*** Data extracts Section Begins ***

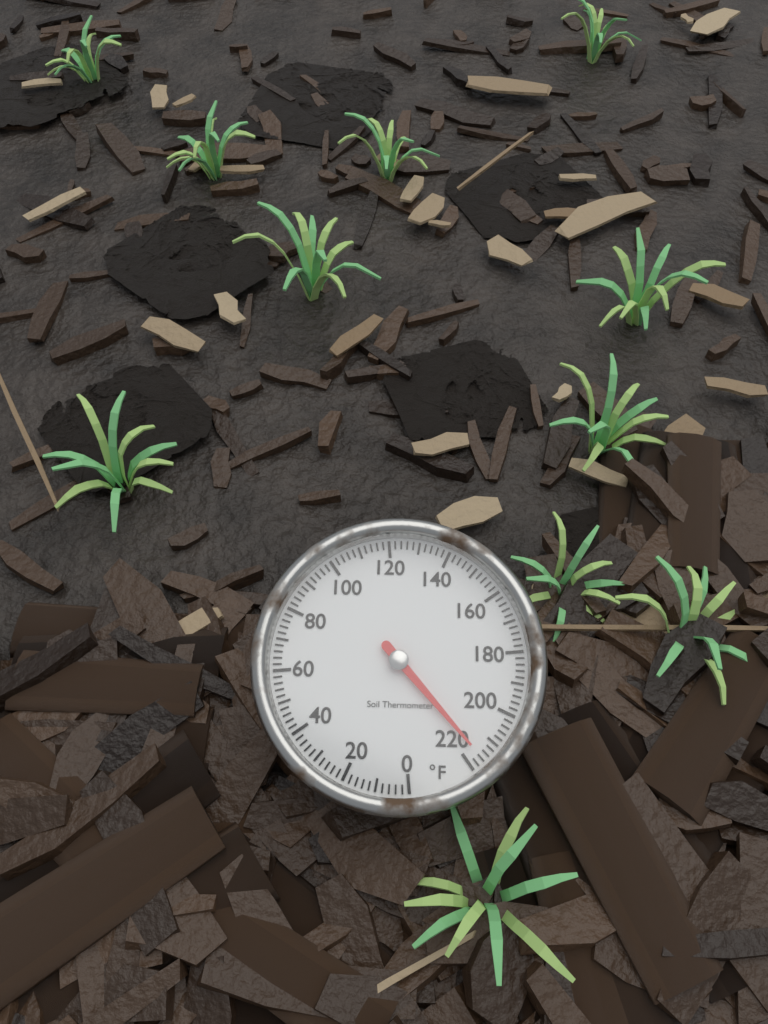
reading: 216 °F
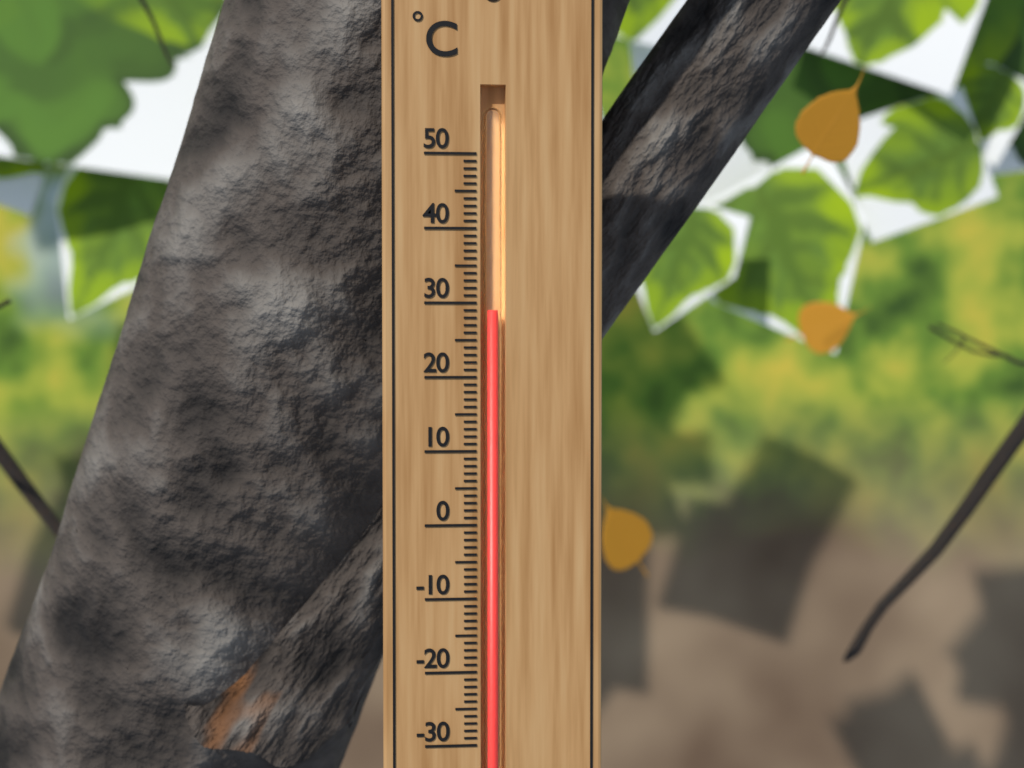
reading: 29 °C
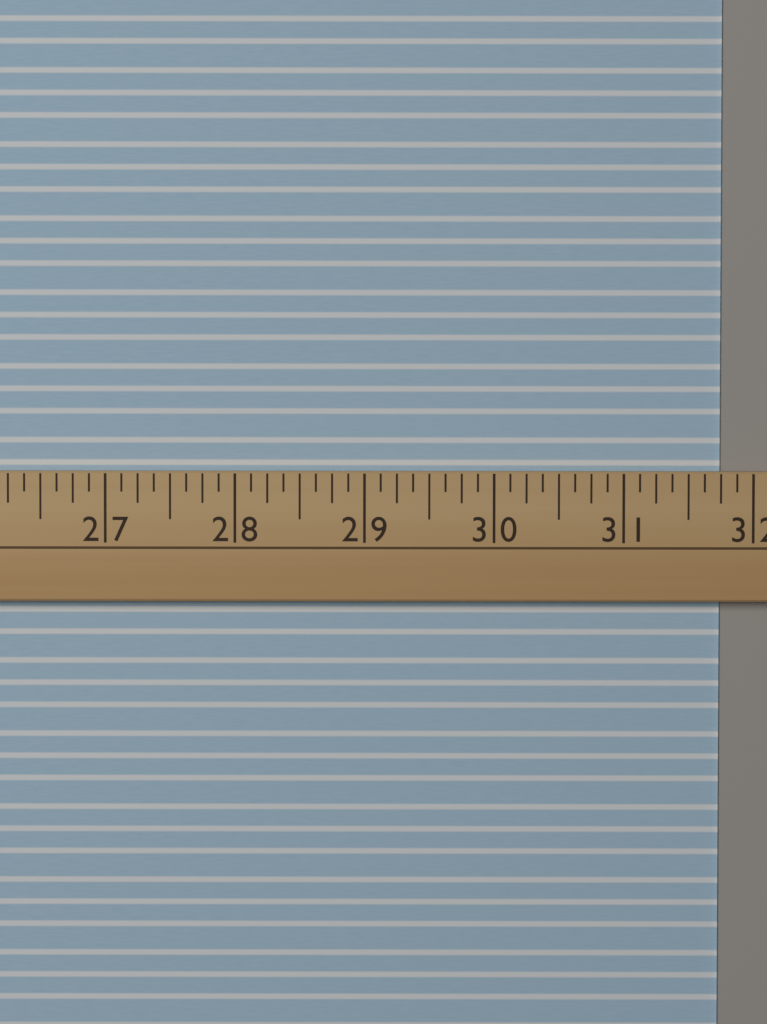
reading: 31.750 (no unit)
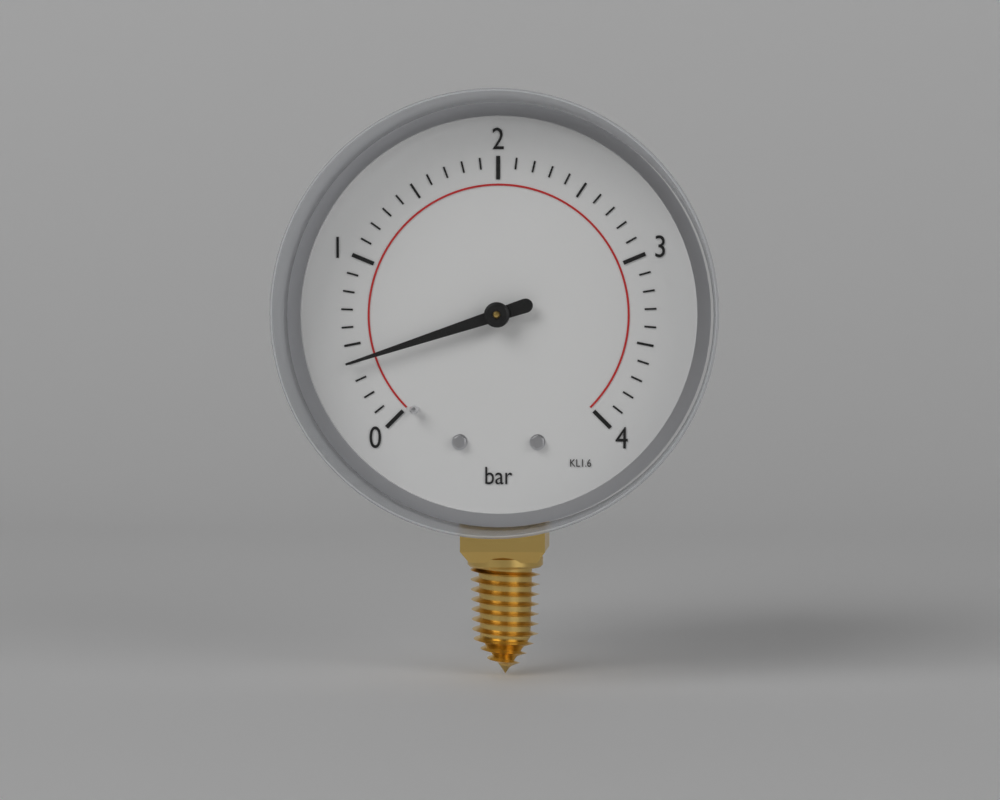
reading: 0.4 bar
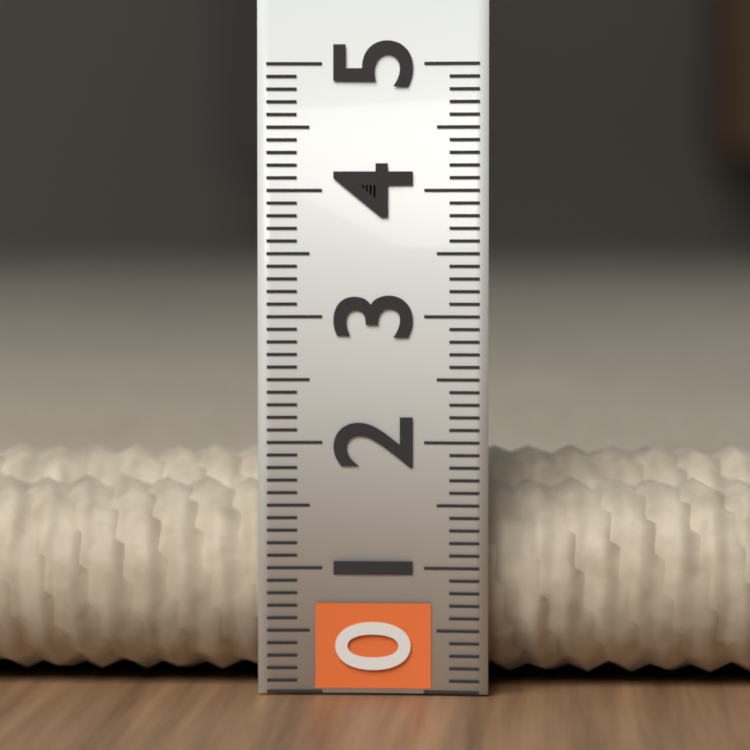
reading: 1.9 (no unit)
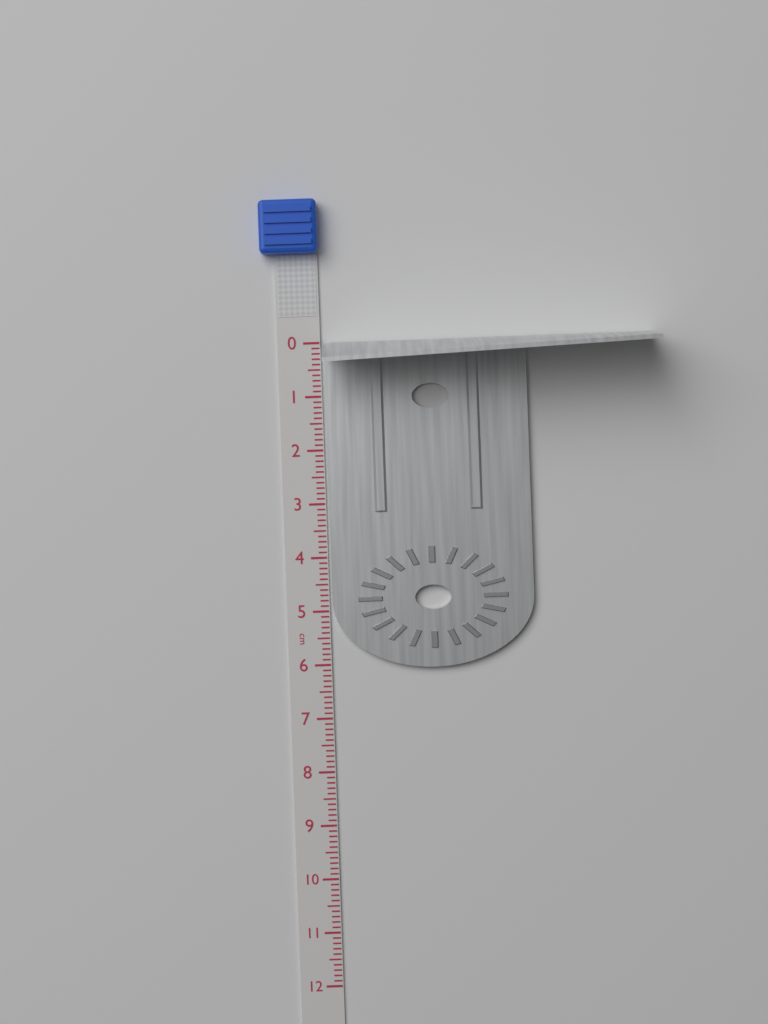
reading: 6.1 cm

*** Data extracts Section Ends ***

The records above are to be set down exactly as written, with no images.

reading: 216 °F
reading: 29 °C
reading: 31.750 (no unit)
reading: 0.4 bar
reading: 1.9 (no unit)
reading: 6.1 cm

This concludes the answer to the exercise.